A memoryview
object exposes the C level buffer interface as a Python object which can then be passed around like any other object.
Create a memoryview object from an object that provides the buffer interface. If obj supports writable buffer exports, the memoryview object will be read/write, otherwise it may be either read-only or read/write at the discretion of the exporter.
Flag to request a readonly buffer.
Flag to request a writable buffer.
Create a memoryview object using mem as the underlying buffer. flags can be one of PyBUF_READ
or PyBUF_WRITE
.
Added in version 3.3.
Create a memoryview object wrapping the given buffer structure view. For simple byte buffers, PyMemoryView_FromMemory()
is the preferred function.
Create a memoryview object to a contiguous chunk of memory (in either âCâ or âFâortran order) from an object that defines the buffer interface. If memory is contiguous, the memoryview object points to the original memory. Otherwise, a copy is made and the memoryview points to a new bytes object.
buffertype can be one of PyBUF_READ
or PyBUF_WRITE
.
Return true if the object obj is a memoryview object. It is not currently allowed to create subclasses of memoryview
. This function always succeeds.
Return a pointer to the memoryviewâs private copy of the exporterâs buffer. mview must be a memoryview instance; this macro doesnât check its type, you must do it yourself or you will risk crashes.
Return either a pointer to the exporting object that the memoryview is based on or NULL
if the memoryview has been created by one of the functions PyMemoryView_FromMemory()
or PyMemoryView_FromBuffer()
. mview must be a memoryview instance.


* _HOW TO COMPLETE THIS TASK_: How many lines within the records include the word "tick"? Only that number should be given.

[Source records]
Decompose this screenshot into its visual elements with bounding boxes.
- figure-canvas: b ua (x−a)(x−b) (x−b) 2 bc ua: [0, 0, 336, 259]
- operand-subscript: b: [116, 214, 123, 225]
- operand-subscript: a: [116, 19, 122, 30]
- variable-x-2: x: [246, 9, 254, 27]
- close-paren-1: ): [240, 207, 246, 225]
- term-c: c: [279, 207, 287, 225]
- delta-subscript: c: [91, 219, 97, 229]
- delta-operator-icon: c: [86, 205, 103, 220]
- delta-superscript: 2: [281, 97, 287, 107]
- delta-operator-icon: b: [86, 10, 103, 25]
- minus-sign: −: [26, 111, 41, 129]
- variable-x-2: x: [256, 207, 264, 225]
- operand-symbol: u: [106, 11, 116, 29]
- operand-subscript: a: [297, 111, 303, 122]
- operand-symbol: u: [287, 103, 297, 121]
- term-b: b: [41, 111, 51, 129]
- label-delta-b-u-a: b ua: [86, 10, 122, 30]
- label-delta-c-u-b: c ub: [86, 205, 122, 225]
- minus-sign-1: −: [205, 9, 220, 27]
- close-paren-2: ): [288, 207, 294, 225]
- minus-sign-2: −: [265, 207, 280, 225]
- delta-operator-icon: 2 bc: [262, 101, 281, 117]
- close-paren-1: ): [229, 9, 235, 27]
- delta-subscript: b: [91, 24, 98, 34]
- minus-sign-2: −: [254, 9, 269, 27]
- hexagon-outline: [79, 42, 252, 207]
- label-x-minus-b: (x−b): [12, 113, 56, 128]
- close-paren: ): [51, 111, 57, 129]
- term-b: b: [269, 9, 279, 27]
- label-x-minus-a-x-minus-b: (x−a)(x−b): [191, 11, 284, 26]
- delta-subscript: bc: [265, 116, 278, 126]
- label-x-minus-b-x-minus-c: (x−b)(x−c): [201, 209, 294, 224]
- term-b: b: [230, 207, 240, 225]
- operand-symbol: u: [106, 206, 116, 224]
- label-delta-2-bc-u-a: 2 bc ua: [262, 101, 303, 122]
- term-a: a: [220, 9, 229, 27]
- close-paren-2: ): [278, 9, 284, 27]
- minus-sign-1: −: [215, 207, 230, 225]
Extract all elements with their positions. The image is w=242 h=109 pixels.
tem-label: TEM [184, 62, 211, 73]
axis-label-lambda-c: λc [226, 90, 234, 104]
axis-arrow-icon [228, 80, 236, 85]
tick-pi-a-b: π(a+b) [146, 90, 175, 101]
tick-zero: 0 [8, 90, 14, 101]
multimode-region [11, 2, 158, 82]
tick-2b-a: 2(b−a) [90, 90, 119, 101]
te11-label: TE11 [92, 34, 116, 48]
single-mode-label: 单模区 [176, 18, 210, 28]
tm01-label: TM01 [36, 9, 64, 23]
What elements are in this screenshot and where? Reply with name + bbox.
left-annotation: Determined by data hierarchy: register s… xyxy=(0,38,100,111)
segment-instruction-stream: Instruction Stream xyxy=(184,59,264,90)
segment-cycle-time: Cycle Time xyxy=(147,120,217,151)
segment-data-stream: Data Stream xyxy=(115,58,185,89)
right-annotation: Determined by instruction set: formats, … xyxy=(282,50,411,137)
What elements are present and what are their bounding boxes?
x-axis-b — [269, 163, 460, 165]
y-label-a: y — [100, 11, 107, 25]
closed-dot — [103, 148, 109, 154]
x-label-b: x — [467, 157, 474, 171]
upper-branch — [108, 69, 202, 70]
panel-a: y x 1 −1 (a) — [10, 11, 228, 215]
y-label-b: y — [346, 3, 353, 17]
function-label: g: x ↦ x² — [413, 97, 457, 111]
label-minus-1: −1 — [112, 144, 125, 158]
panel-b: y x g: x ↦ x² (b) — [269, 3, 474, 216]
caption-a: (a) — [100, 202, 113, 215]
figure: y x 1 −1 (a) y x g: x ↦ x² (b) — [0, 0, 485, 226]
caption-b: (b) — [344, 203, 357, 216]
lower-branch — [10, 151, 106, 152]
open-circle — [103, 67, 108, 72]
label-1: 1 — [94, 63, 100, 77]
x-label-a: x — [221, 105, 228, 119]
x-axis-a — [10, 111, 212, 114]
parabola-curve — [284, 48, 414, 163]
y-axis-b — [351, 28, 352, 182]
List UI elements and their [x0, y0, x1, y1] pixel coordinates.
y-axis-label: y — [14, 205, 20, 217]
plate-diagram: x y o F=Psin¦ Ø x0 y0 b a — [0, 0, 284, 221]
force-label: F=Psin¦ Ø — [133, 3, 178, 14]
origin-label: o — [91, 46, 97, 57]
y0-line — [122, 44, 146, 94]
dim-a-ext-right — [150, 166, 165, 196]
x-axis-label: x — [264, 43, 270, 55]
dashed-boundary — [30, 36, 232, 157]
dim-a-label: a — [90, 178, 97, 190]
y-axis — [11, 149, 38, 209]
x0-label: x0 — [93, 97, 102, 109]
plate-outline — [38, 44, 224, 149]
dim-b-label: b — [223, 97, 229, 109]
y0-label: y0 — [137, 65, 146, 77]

* _SOLVED EXERCISE_: 3